> **Exercise objective**
From first line to last, give the records again word for word and omit the pictures.

> **Given records**
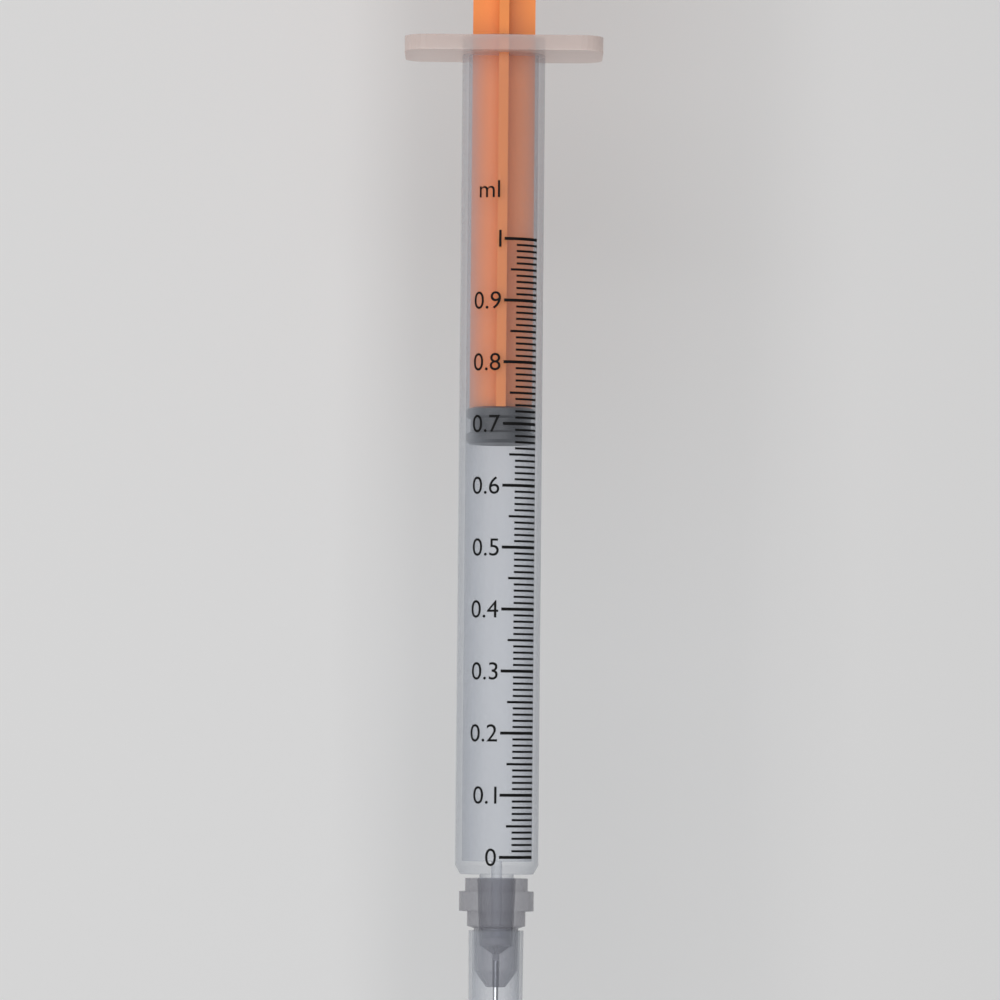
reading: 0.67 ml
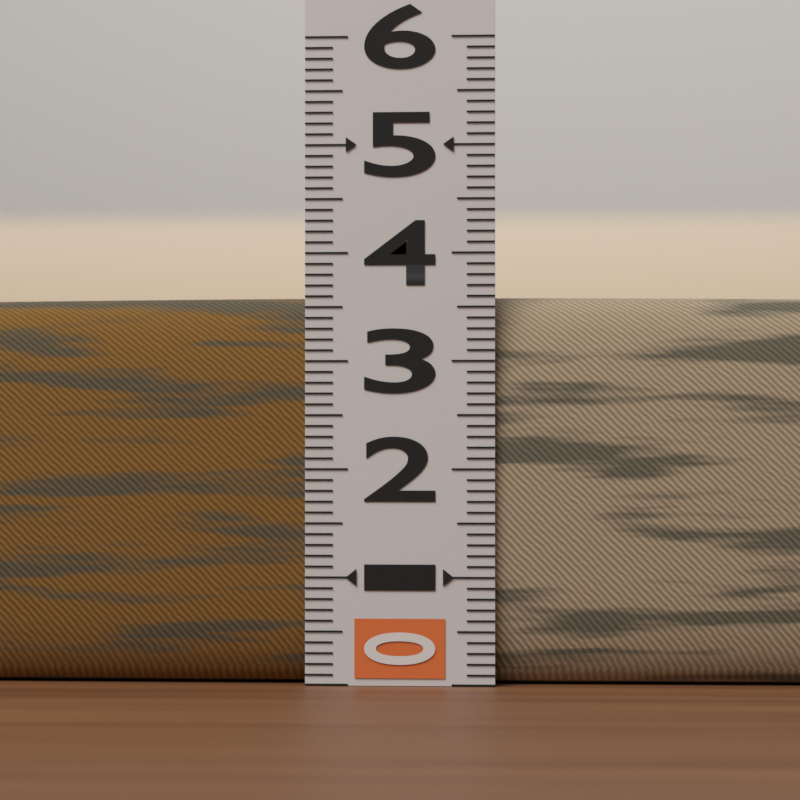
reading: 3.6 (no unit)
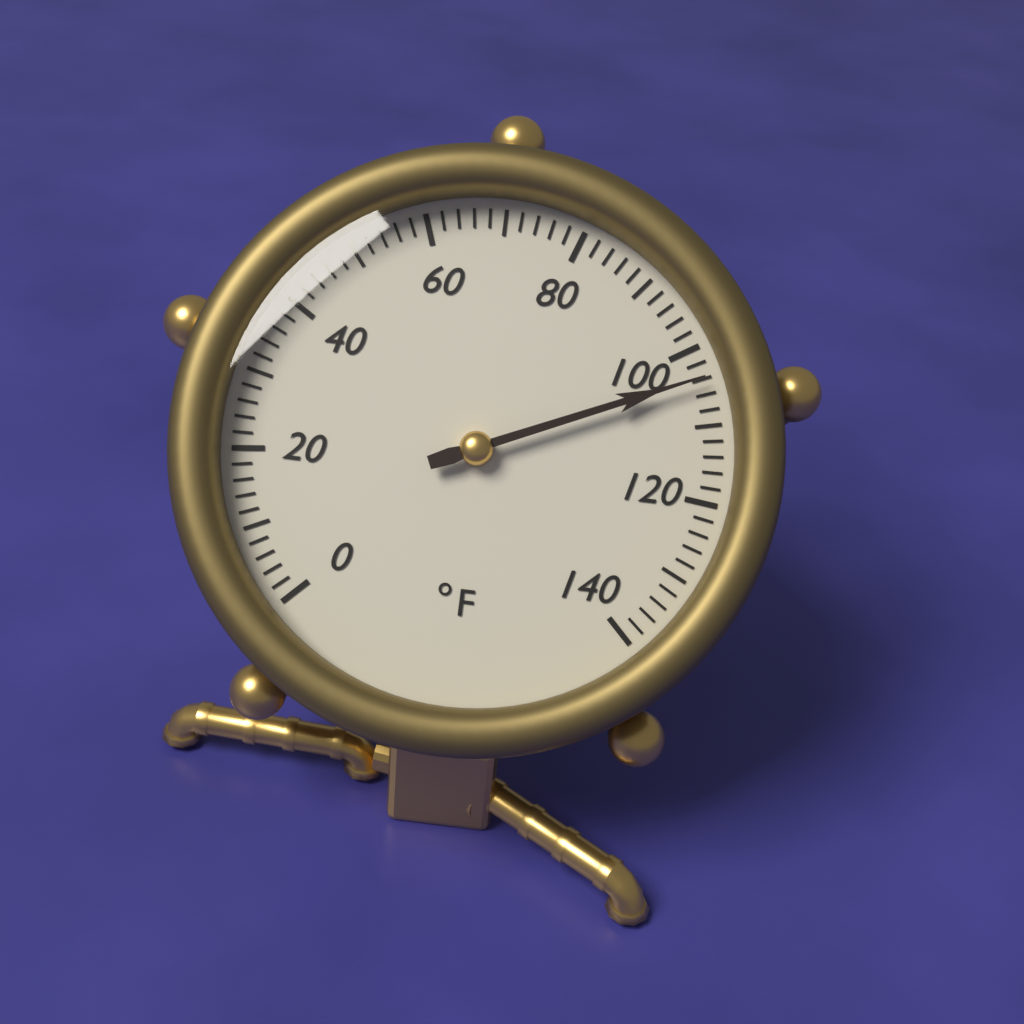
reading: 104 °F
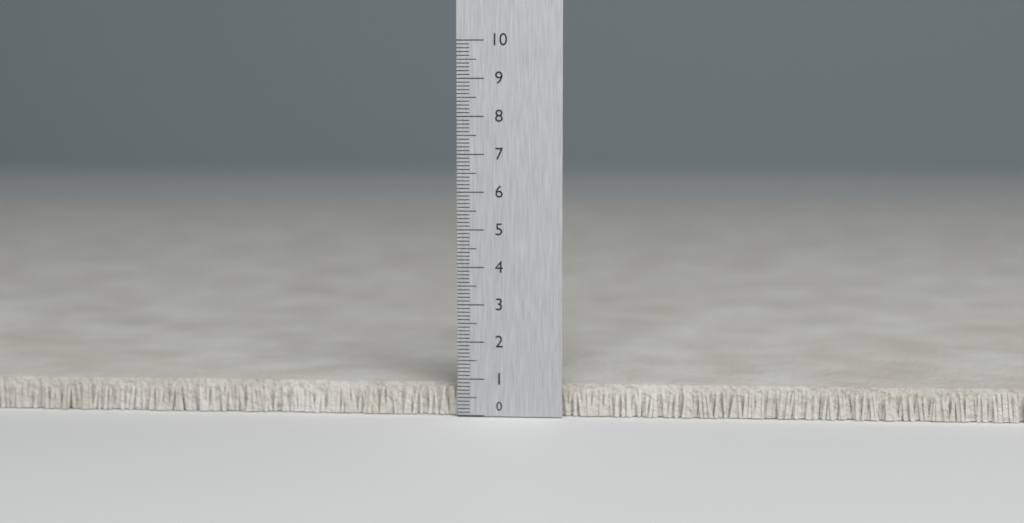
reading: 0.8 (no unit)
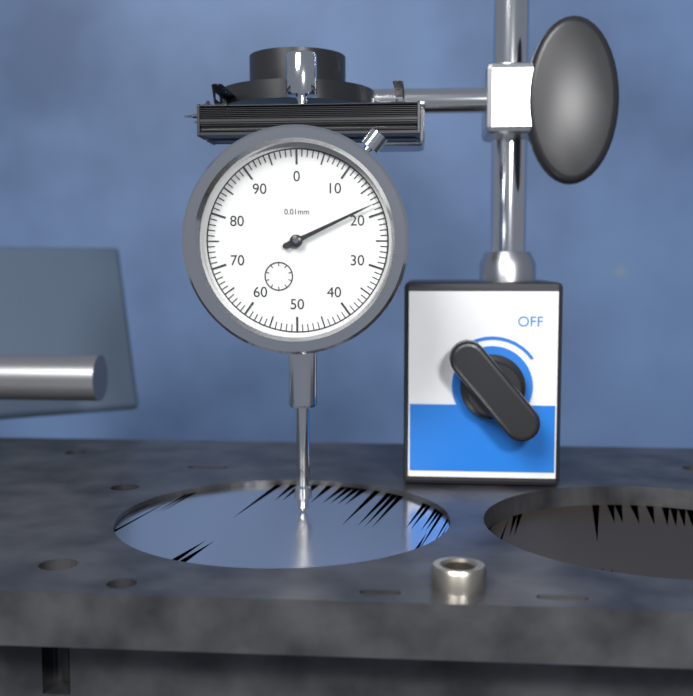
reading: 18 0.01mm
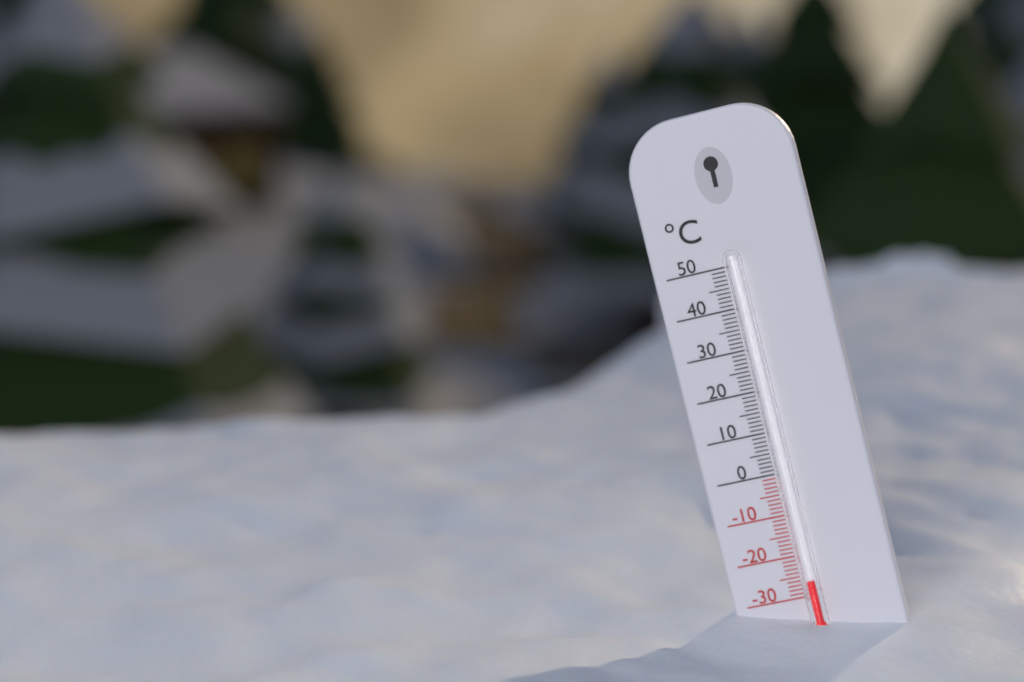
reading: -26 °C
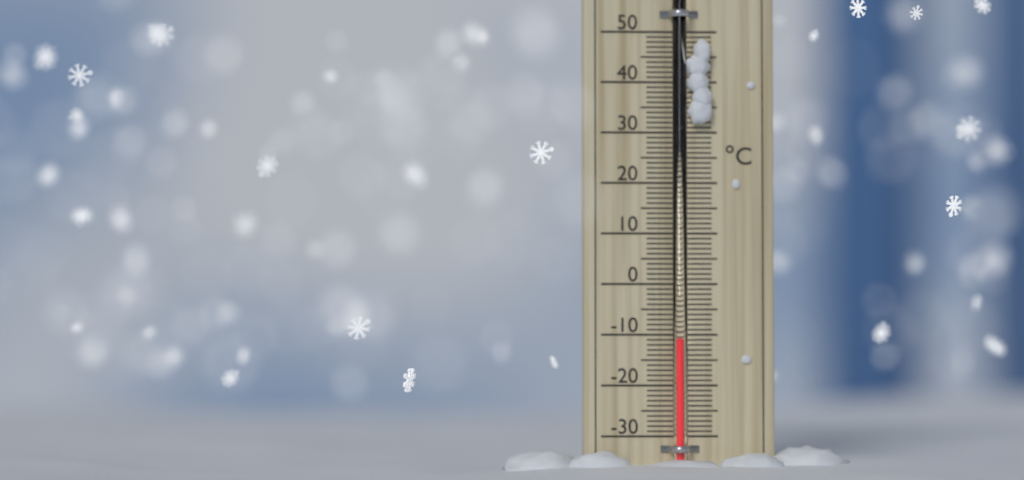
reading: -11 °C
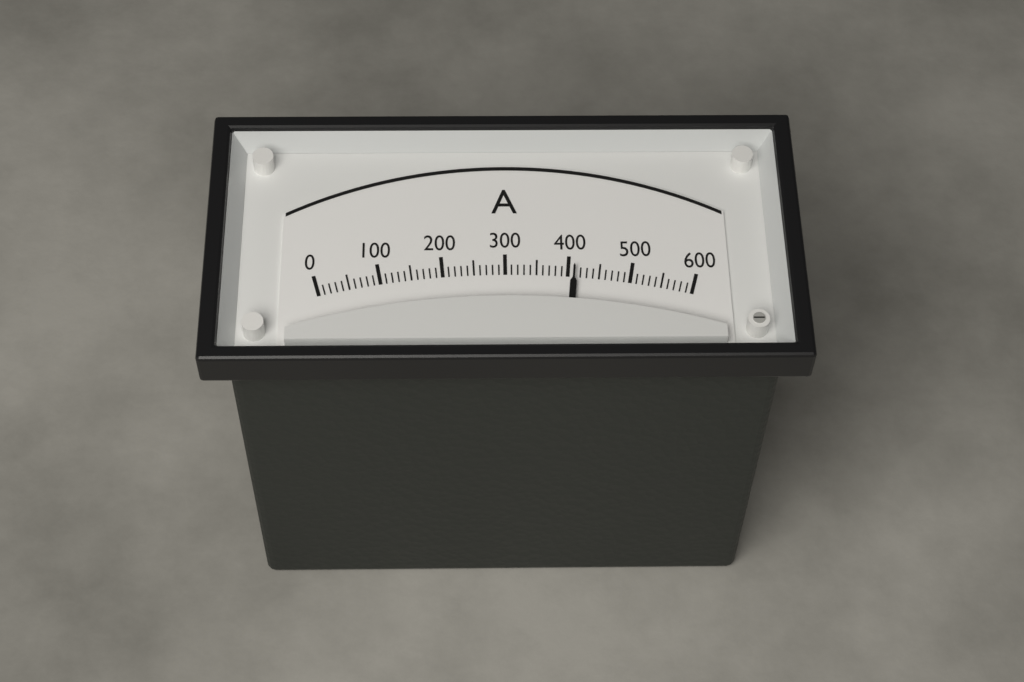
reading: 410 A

> **Result**
reading: 0.67 ml
reading: 3.6 (no unit)
reading: 104 °F
reading: 0.8 (no unit)
reading: 18 0.01mm
reading: -26 °C
reading: -11 °C
reading: 410 A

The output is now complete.